With the Acacia Quartet, Orange Chamber Music Festival taps in local talent. The group calls the Central West its home and is no stranger to taking classical and Australian works to the regions. In the quiet, ornate St. Joseph’s Church on a Saturday afternoon, it offers a French-led program tackling an emotional gamut.

This Saturday afternoon flows on from the OCMF’s 2026 Cultured program, a morning of free performance that light up the city’s cultural hub just down the road (this year was crowned by the Sydney Symphony Orchestra Fellows and Hartmann’s Dance Suite for Wind Quintet, backdropped by an Orange Regional Gallery exhibition about the mating dances of exotic jumping spiders – a delightfully quirky pairing).
Cellist Stephan Koncz’s A New Satiesfaction borrows from Satie’s hit Gymnopédie No. 1. for an amiable and buoyant work for quartet. Relishing the airiness and sparkle of the violin’s highest register, the work glimmers in the hands of Acacia’s violinists – particularly first violinist Lisa Stewart – while ranging in tone from lightly delicate to intense, with all hands on deck.
Puccini’s Crisantemi – named after the chrysanthemum flowers that were used exclusively for mourning during the composer’s time – was a break from the French theme. It’s beautifully devastating, though, so it’s easy to forgive the transgression’ Likewise the inclusion of Australian composer Nick Wales’ shimmering Harbour Lights, a musical reflection of the way that water in Sydney Harbour plays with the light that hits it.
A clever lighting setup for the performance paired well with the piece. If you missed the lights, it seemed as if afternoon sun was spilling on just the players from one of St Joseph’s Church’s brick-lined arched windows.
Like Debussy, Ravel was one and done with the string quartet form, and it’s a corker of an entry. His only String Quartet is a gorgeous pressure test for a curated collection of melodies – across the length of his work, he stretches and squeezes them in different settings. Those threads are easy to follow in Acacia’s rendition.
Acacia is a joy to watch, as well as hear with the players physically and emotionally in-tune with the bends and corners in Ravel’s music. Stewart played with such exuberance, her glasses fell off at the end of the piece. There’s heart bared in every work.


> _Task item_:
From the opening line of the records through the line bearing "The height and", set down every line exactly.

> _Data extracted from a collection_:
- Opening Delimiter -

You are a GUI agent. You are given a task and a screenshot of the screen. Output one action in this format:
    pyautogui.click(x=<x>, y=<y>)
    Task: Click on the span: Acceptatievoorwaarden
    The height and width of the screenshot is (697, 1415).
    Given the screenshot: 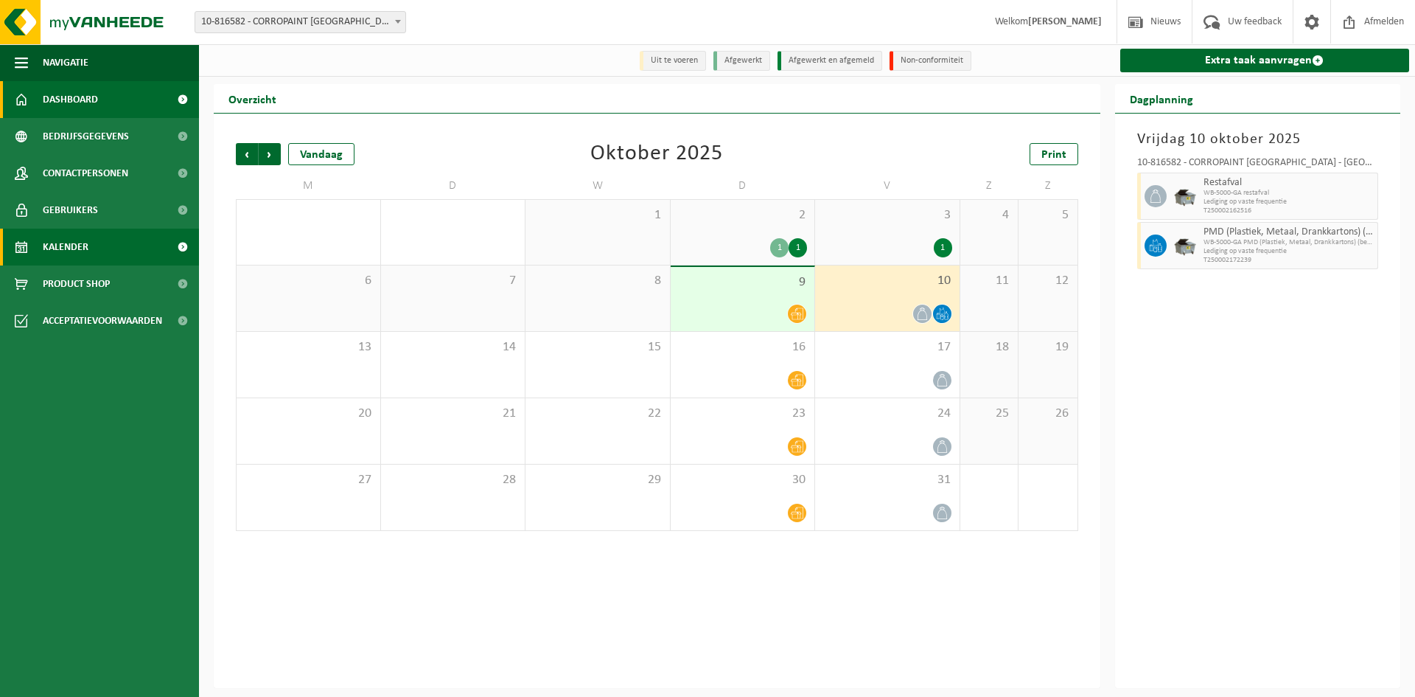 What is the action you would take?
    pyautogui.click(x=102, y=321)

- Closing Delimiter -

> _Exercise answer_:
You are a GUI agent. You are given a task and a screenshot of the screen. Output one action in this format:
    pyautogui.click(x=<x>, y=<y>)
    Task: Click on the span: Acceptatievoorwaarden
    The height and width of the screenshot is (697, 1415).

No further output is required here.